Wayne Laugesen of Colorado's Boulder Weekly believes there are times when a member of the media must cease being a spectator and take action. As such, he traded his usual pen for a sledgehammer and smashed a bunch of windows, reports Westword media critic Michael Roberts. Laugesen felt that an order directing homeowner Paul Wenig to reinstall antiquated windows he'd removed from his historic residence needlessly endangered two children who lived there. To Laugesen, destroying the windows was the obvious solution. Of the incident, he wrote in his Sept. 9 column: "Every broken window was a score for fatherhood, husbandry, and God-given liberty."
The Texas Supreme Court has ruled in favor of the Dallas Observer in a lawsuit brought by two Denton County public officials, reports the Houston Chronicle. Judge Darlene Whitten and District Attorney Bruce Isaacks sued the paper for libel over a satire published in 1999. The piece, titled "Stop the Madness," was a parody of the actual arrest of a 13-year-old girl for reading a graphic Halloween story to her class. The Supreme Court backed its 8-0 ruling by saying that a reasonable reader of the entire article about a fictional 6-year-old girl's arrest would realize it was not true and was intended as satire.
When an attorney for Newsday advertisers filed a federal racketeering suit against the daily paper last February, alleging circulation fraud, the AAN-member newsweekly, Long Island Press, jumped on the story. Reporter Christopher Twarowski found evidence of undelivered papers dumped in landfills, wooded lots and recycling bins, and interviewed former distributors and retailers who supported some of the lawsuit's claims. This week Newsday publisher Raymond Jansen announced his early retirement, and Twarowski reports that a grand jury has been impaneled in U.S. District Court in Brooklyn to hear testimony on the alleged fraud.
Pittsburgh Catholic apparently believes that its hometown alt-weekly should be wrapped in a brown bag and handed out from behind the counter. "We need to ensure that our children are protected from unhealthy and exploitative images of sexuality," says a representative of the local diocese who thinks it's "unconscionable" that Pittsburgh City Paper is openly distributed in public. “I’m not running a day care center,” City Paper editor Andy Newman tells the paper. “I have a newspaper, and I feel like other people are responsible for supervising their own children.”
In an interview with A.J. Daulerio of The Black Table, New York Press editor-in-chief Jeff Koyen doesn't disappoint those who expect from him "a certain level of infamy," as Daulerio puts it. Koyen claims the alt-weekly model "is dead or dying," and the aging, liberal editors of those "stale, homogenous products" have lost touch with the young. He admits the Press, too, was aging badly, but he's trying to convert it back into "a venue for emerging talent." The result is more and younger readers, he says.
Marty Beckerman was in a Washington, D.C., bookstore in March pushing copies of his new book, "Generation S.L.U.T.: A Brutal Feel-Up Session with Today’s Sex-Crazed Adolescent Populace." Mike DeBonis reports on the early success of the 21-year-old American University student. While Beckerman was a summer intern at New York Press in 2002, then editor John Strausbaugh helped him connect with a literary agent. The young author tells Washington City Paper the deal he struck with MTV/Pocket Books should get him through a semester of college.
Alt-weeklies may have to stop branding themselves as the papers unafraid to print the word "fuck." Editor Ben Fulton says Salt Lake City Weekly was briefly kicked out of Wal-Mart "because we used the f-bomb in our paper," Glen Warchol reports in The Salt Lake Tribune. City Weekly lost a week's distribution at the chain after a self-identified Christian stumbled upon the word in its pages and complained to the store's regional managers. Wal-Mart let the paper return based on promises of increased vigilance about the use of profanity.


*TASK BRIEF*: Please retype all of the following entries exactly.

** Opening GIVEN DATA block **

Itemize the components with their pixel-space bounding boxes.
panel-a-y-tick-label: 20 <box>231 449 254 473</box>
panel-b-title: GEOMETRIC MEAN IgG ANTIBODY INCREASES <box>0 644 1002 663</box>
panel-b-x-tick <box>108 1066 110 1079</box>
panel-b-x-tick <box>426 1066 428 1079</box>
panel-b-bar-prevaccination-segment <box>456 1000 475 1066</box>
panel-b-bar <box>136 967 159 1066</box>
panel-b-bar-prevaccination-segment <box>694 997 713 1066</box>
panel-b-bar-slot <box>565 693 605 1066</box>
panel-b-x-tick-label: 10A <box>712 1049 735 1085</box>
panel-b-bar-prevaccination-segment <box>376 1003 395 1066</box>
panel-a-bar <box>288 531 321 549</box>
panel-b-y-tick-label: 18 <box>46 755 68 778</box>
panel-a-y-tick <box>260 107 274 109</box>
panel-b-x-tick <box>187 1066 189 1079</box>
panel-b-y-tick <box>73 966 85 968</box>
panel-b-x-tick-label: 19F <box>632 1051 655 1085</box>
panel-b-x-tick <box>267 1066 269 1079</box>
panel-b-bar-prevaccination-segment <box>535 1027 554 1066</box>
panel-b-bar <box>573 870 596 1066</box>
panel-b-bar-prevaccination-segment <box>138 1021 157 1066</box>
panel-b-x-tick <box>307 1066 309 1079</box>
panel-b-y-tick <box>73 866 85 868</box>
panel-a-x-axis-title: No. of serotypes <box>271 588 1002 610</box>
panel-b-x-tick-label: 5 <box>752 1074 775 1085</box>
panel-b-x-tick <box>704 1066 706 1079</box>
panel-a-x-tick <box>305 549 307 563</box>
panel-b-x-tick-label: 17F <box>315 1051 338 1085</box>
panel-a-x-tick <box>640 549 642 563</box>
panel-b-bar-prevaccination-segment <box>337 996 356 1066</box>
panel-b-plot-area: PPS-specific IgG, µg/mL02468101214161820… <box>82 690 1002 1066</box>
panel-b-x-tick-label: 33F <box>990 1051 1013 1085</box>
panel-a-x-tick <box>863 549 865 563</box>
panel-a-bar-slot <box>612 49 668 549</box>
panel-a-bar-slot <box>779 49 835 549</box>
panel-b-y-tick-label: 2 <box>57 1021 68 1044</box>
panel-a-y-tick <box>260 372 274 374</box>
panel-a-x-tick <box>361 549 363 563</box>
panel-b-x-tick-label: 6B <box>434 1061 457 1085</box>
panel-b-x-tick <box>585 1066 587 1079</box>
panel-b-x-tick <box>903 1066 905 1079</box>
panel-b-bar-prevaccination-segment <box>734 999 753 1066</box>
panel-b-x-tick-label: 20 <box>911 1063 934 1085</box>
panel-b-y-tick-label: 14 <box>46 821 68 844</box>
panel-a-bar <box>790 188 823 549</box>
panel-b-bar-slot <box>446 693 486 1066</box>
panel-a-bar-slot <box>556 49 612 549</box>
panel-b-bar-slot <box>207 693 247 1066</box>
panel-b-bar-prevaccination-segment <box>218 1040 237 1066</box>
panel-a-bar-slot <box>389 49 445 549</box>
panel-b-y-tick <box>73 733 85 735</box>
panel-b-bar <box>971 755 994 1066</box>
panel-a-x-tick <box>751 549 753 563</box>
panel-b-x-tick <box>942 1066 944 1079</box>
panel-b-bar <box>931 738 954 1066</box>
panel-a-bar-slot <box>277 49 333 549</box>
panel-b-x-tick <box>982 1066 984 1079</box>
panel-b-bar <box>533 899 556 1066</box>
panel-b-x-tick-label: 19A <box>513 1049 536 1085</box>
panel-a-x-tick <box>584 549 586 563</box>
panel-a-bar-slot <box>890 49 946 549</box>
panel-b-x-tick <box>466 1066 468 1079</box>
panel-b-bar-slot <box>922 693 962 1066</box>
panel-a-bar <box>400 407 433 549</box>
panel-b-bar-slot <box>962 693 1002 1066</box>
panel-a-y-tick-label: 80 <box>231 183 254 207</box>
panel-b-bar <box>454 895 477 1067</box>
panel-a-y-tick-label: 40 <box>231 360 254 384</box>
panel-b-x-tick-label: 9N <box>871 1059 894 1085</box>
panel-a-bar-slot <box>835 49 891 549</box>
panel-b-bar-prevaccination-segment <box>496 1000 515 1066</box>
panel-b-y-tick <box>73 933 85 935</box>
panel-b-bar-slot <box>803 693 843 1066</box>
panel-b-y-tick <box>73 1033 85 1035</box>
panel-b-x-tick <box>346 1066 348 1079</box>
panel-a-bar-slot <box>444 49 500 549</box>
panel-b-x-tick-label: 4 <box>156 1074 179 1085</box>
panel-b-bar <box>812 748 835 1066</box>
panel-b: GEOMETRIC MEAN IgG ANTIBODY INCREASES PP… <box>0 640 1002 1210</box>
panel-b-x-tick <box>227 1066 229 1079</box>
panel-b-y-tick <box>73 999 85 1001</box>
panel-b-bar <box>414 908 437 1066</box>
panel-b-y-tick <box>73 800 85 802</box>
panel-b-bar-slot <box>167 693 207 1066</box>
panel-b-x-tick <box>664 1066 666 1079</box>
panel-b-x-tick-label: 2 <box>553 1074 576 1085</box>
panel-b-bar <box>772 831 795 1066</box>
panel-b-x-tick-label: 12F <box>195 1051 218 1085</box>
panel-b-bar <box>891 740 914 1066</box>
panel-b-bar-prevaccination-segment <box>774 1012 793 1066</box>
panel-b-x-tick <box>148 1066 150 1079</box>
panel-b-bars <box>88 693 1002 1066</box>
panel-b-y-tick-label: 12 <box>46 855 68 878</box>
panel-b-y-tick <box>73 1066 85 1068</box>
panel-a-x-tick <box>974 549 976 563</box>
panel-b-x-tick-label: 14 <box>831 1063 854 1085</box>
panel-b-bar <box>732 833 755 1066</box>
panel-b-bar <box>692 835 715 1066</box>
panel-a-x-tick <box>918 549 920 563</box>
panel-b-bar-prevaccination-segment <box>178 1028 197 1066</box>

** Closing GIVEN DATA block **

*TASK SOLUTION*:
Itemize the components with their pixel-space bounding boxes.
panel-a-y-tick-label: 20 <box>231 449 254 473</box>
panel-b-title: GEOMETRIC MEAN IgG ANTIBODY INCREASES <box>0 644 1002 663</box>
panel-b-x-tick <box>108 1066 110 1079</box>
panel-b-x-tick <box>426 1066 428 1079</box>
panel-b-bar-prevaccination-segment <box>456 1000 475 1066</box>
panel-b-bar <box>136 967 159 1066</box>
panel-b-bar-prevaccination-segment <box>694 997 713 1066</box>
panel-b-bar-slot <box>565 693 605 1066</box>
panel-b-x-tick-label: 10A <box>712 1049 735 1085</box>
panel-b-bar-prevaccination-segment <box>376 1003 395 1066</box>
panel-a-bar <box>288 531 321 549</box>
panel-b-y-tick-label: 18 <box>46 755 68 778</box>
panel-a-y-tick <box>260 107 274 109</box>
panel-b-x-tick <box>187 1066 189 1079</box>
panel-b-y-tick <box>73 966 85 968</box>
panel-b-x-tick-label: 19F <box>632 1051 655 1085</box>
panel-b-x-tick <box>267 1066 269 1079</box>
panel-b-bar-prevaccination-segment <box>535 1027 554 1066</box>
panel-b-bar <box>573 870 596 1066</box>
panel-b-bar-prevaccination-segment <box>138 1021 157 1066</box>
panel-b-x-tick <box>307 1066 309 1079</box>
panel-b-y-tick <box>73 866 85 868</box>
panel-a-x-axis-title: No. of serotypes <box>271 588 1002 610</box>
panel-b-x-tick-label: 5 <box>752 1074 775 1085</box>
panel-b-x-tick <box>704 1066 706 1079</box>
panel-a-x-tick <box>305 549 307 563</box>
panel-b-x-tick-label: 17F <box>315 1051 338 1085</box>
panel-a-x-tick <box>640 549 642 563</box>
panel-b-bar-prevaccination-segment <box>337 996 356 1066</box>
panel-b-plot-area: PPS-specific IgG, µg/mL02468101214161820… <box>82 690 1002 1066</box>
panel-b-x-tick-label: 33F <box>990 1051 1013 1085</box>
panel-a-x-tick <box>863 549 865 563</box>
panel-a-bar-slot <box>612 49 668 549</box>
panel-a-bar-slot <box>779 49 835 549</box>
panel-b-y-tick-label: 2 <box>57 1021 68 1044</box>
panel-a-y-tick <box>260 372 274 374</box>
panel-a-x-tick <box>361 549 363 563</box>
panel-b-x-tick-label: 6B <box>434 1061 457 1085</box>
panel-b-x-tick <box>585 1066 587 1079</box>
panel-b-x-tick <box>903 1066 905 1079</box>
panel-b-bar-prevaccination-segment <box>734 999 753 1066</box>
panel-b-x-tick-label: 20 <box>911 1063 934 1085</box>
panel-b-y-tick-label: 14 <box>46 821 68 844</box>
panel-a-bar <box>790 188 823 549</box>
panel-b-bar-slot <box>446 693 486 1066</box>
panel-a-bar-slot <box>556 49 612 549</box>
panel-b-bar-slot <box>207 693 247 1066</box>
panel-b-bar-prevaccination-segment <box>218 1040 237 1066</box>
panel-a-bar-slot <box>389 49 445 549</box>
panel-b-y-tick <box>73 733 85 735</box>
panel-b-bar <box>971 755 994 1066</box>
panel-a-x-tick <box>751 549 753 563</box>
panel-b-x-tick <box>942 1066 944 1079</box>
panel-b-bar <box>931 738 954 1066</box>
panel-a-bar-slot <box>277 49 333 549</box>
panel-b-x-tick <box>982 1066 984 1079</box>
panel-b-bar <box>533 899 556 1066</box>
panel-b-x-tick-label: 19A <box>513 1049 536 1085</box>
panel-a-x-tick <box>584 549 586 563</box>
panel-a-bar-slot <box>890 49 946 549</box>
panel-b-x-tick <box>466 1066 468 1079</box>
panel-b-bar-slot <box>922 693 962 1066</box>
panel-a-bar <box>400 407 433 549</box>
panel-b-bar-slot <box>962 693 1002 1066</box>
panel-a-y-tick-label: 80 <box>231 183 254 207</box>
panel-b-bar <box>454 895 477 1067</box>
panel-a-y-tick-label: 40 <box>231 360 254 384</box>
panel-b-x-tick-label: 9N <box>871 1059 894 1085</box>
panel-a-bar-slot <box>835 49 891 549</box>
panel-b-bar-prevaccination-segment <box>496 1000 515 1066</box>
panel-b-y-tick <box>73 933 85 935</box>
panel-b-bar-slot <box>803 693 843 1066</box>
panel-b-y-tick <box>73 1033 85 1035</box>
panel-b-x-tick <box>346 1066 348 1079</box>
panel-a-bar-slot <box>444 49 500 549</box>
panel-b-x-tick-label: 4 <box>156 1074 179 1085</box>
panel-b-bar <box>812 748 835 1066</box>
panel-b: GEOMETRIC MEAN IgG ANTIBODY INCREASES PP… <box>0 640 1002 1210</box>
panel-b-x-tick <box>227 1066 229 1079</box>
panel-b-y-tick <box>73 999 85 1001</box>
panel-b-bar <box>414 908 437 1066</box>
panel-b-y-tick <box>73 800 85 802</box>
panel-b-bar-slot <box>167 693 207 1066</box>
panel-b-x-tick <box>664 1066 666 1079</box>
panel-b-x-tick-label: 2 <box>553 1074 576 1085</box>
panel-b-bar <box>772 831 795 1066</box>
panel-b-x-tick-label: 12F <box>195 1051 218 1085</box>
panel-b-bar <box>891 740 914 1066</box>
panel-b-bar-prevaccination-segment <box>774 1012 793 1066</box>
panel-b-x-tick <box>148 1066 150 1079</box>
panel-b-bars <box>88 693 1002 1066</box>
panel-b-y-tick-label: 12 <box>46 855 68 878</box>
panel-b-y-tick <box>73 1066 85 1068</box>
panel-a-x-tick <box>974 549 976 563</box>
panel-b-x-tick-label: 14 <box>831 1063 854 1085</box>
panel-b-bar <box>732 833 755 1066</box>
panel-b-bar <box>692 835 715 1066</box>
panel-a-x-tick <box>918 549 920 563</box>
panel-b-bar-prevaccination-segment <box>178 1028 197 1066</box>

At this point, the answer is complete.